A few months ago 60 Minutes ran a piece on a group in New York called Gospel for Teens, a seat-of-the-pants non-profit that brings in teenagers and instills in them an appreciation for the tradition of Gospel Music. 60 Minutes must have known it was special. They ran it as a double-length vignette, something they seldom do.
It was an emotional story. The kids have compelling
stories. I’m sure the producers had to stop the cameras several times so Leslie Stahl could quit crying, get her make-up fixed, and get composed.
The results were predicable. Within a week The Chronicle of Philanthropy reported on how the phones are ringing off the book at the offices of Gospel for Teens. Money is pouring in from donors across the country.
Last week the Los Angeles Times ran an interview on their op-ed pages of an executive from KIVA, the microfinancing non-profit that takes in $25 donations from folks and then allows them to lend the money to third-world businesspeople and entrepreneurs. It’s all done over the Internet. The money is paid back and then you lend it out again. I’ve lent the same $25 out many times. I purchased purchased a goat in Africa, financed a shoe cobbler’s operation in the Balkans, and helped build a dance studio in Mongolia.
The article reminded me that there was $50 sitting in my KIVA account, so my wife and I scrolled through the pages and found a deserving soul to lend it out to. As I was completing the process, I noticed that KIVA now has a Facebook logo that you can click and post to your wall that you just loaned the money out. Within a few hours two of my Facebook friends had also joined KIVA and lent out money for the first time.
I didn’t find any articles in the web talking about the spike in KIVA donations after the interview in the L. A. Times, but I’m willing to guess that it was substantial.
The key to both was that these two groups had a narrative—a story to tell—and they told it through public relations. That is why it is so important, as a business owner, a non-profit, an artist—whatever you are, to cultivate your narrative and understand how powerful the press is. You may not be able to get your company or non-profit highlighted on 60 Minutes, or get interviewed by the L. A. Times, but often times it’s the little stuff, the things that take some time, but pay off big.
Here’s what I would like to know about both stories. How long did it take the Mama Foundation, the organizers of Gospel for Teens, to cultivate that 60 Minutes story? How long was KIVA schmoozing the L.A. Times. Neither one of those stories happened overnight. They were part of a coordinated, strategic public relations story.
My guess is it took some time, at least months. But somebody stuck to it and didn’t give up. Good PR takes a good story, but it also takes persistence.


## [WORK ITEM]
Starting with the line that holds "Compute the bounding box for *clothing*.", copy out each remaining line of the listing below, up to and including the last one, and include nothing else.

## [EXERCISE DATA]
....
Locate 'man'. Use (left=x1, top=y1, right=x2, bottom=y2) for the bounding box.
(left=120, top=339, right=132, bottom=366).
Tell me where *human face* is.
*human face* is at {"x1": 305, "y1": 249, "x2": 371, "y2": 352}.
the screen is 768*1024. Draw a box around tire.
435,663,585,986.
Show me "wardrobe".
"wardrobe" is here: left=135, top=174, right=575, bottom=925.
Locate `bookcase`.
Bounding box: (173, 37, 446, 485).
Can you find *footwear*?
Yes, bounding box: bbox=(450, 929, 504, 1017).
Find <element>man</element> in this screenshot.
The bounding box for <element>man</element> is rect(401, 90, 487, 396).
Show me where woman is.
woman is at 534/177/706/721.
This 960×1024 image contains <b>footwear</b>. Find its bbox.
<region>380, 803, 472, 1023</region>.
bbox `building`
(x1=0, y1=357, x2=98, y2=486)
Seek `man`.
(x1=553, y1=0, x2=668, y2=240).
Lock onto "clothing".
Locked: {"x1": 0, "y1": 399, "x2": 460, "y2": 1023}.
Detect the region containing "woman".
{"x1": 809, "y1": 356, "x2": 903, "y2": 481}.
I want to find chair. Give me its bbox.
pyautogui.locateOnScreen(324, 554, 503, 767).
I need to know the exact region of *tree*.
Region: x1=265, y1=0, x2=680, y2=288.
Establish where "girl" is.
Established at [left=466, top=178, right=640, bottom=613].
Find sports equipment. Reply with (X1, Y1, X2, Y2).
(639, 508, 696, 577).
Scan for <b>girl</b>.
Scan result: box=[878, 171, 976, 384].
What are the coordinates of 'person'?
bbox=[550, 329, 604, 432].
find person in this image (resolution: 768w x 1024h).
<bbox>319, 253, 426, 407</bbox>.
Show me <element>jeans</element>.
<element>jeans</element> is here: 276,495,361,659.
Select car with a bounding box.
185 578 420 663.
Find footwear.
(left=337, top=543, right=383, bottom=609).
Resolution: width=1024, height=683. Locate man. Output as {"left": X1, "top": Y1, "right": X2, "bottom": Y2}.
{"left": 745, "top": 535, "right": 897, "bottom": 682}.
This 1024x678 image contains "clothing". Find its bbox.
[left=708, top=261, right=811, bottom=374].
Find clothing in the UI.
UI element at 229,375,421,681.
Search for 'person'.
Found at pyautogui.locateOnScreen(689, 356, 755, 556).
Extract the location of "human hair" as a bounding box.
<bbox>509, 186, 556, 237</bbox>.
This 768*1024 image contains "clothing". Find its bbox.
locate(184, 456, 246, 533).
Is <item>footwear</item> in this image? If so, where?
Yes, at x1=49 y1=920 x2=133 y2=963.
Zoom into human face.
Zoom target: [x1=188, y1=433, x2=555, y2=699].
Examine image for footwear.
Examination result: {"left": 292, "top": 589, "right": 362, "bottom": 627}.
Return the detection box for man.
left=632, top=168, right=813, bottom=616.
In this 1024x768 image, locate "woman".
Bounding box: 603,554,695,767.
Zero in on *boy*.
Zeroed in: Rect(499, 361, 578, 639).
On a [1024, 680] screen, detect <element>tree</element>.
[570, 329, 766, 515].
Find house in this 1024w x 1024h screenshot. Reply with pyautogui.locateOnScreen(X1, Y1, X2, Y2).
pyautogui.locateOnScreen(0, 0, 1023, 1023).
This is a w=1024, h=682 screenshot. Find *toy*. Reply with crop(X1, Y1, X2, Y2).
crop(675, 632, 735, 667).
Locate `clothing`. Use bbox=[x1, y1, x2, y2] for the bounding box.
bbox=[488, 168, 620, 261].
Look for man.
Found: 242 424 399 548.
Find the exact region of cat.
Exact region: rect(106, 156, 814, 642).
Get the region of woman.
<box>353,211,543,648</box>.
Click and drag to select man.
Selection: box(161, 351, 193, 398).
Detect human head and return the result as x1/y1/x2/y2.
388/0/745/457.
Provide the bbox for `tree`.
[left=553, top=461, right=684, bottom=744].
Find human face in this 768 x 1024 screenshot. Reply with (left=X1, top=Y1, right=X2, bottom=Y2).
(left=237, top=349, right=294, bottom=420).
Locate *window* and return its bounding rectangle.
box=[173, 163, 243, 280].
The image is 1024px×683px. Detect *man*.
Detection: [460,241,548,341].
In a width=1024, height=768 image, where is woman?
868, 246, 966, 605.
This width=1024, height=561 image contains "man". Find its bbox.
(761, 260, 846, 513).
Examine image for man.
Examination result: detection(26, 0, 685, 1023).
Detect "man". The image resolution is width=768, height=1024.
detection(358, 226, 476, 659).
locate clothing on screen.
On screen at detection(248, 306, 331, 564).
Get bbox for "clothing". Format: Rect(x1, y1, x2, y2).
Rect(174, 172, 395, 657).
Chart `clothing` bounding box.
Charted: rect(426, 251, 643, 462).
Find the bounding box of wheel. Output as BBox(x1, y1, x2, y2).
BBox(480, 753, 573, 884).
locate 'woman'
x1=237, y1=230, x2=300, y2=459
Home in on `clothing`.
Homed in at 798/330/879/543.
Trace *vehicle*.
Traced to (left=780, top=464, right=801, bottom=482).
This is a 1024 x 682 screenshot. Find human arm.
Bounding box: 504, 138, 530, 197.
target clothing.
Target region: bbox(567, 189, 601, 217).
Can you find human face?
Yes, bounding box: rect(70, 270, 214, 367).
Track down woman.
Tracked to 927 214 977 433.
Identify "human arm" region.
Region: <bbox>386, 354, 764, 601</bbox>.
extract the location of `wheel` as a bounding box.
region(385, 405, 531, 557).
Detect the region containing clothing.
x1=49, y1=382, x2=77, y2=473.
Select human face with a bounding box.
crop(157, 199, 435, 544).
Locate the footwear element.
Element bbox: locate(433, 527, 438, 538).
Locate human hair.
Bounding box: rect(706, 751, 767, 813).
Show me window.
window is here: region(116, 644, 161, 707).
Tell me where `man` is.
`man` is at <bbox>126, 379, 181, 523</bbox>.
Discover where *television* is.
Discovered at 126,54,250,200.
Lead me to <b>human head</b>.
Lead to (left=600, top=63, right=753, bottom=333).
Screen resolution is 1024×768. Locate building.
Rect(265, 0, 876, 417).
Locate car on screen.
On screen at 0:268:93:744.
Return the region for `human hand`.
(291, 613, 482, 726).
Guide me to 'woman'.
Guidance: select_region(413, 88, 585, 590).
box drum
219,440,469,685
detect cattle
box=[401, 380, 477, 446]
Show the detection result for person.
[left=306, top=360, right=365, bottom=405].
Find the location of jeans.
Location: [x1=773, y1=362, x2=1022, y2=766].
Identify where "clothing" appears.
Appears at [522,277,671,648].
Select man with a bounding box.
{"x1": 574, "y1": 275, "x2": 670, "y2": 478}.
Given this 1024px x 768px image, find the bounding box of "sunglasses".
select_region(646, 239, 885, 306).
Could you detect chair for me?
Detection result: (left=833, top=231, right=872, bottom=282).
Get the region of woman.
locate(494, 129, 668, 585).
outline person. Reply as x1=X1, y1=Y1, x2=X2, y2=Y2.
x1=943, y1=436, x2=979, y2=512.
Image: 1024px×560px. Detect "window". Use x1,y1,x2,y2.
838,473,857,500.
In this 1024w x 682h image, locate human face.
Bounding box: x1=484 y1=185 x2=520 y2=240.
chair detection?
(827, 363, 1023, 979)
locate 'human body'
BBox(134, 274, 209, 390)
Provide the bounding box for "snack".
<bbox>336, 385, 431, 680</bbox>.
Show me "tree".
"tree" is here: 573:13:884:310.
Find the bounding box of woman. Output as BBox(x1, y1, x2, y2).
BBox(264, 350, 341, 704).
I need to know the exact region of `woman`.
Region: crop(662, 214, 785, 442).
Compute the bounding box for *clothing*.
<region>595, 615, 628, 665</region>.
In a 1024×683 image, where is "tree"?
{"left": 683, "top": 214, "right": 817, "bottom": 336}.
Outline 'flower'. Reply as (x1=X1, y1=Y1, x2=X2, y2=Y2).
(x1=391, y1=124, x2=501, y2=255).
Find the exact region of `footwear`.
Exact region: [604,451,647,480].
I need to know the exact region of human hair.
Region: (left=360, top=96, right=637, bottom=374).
....
## [ANSWER BOX]
Compute the bounding box for *clothing*.
<region>595, 615, 628, 665</region>.
In a 1024×683 image, where is "tree"?
{"left": 683, "top": 214, "right": 817, "bottom": 336}.
Outline 'flower'. Reply as (x1=X1, y1=Y1, x2=X2, y2=Y2).
(x1=391, y1=124, x2=501, y2=255).
Find the exact region of `footwear`.
Exact region: [604,451,647,480].
I need to know the exact region of human hair.
Region: (left=360, top=96, right=637, bottom=374).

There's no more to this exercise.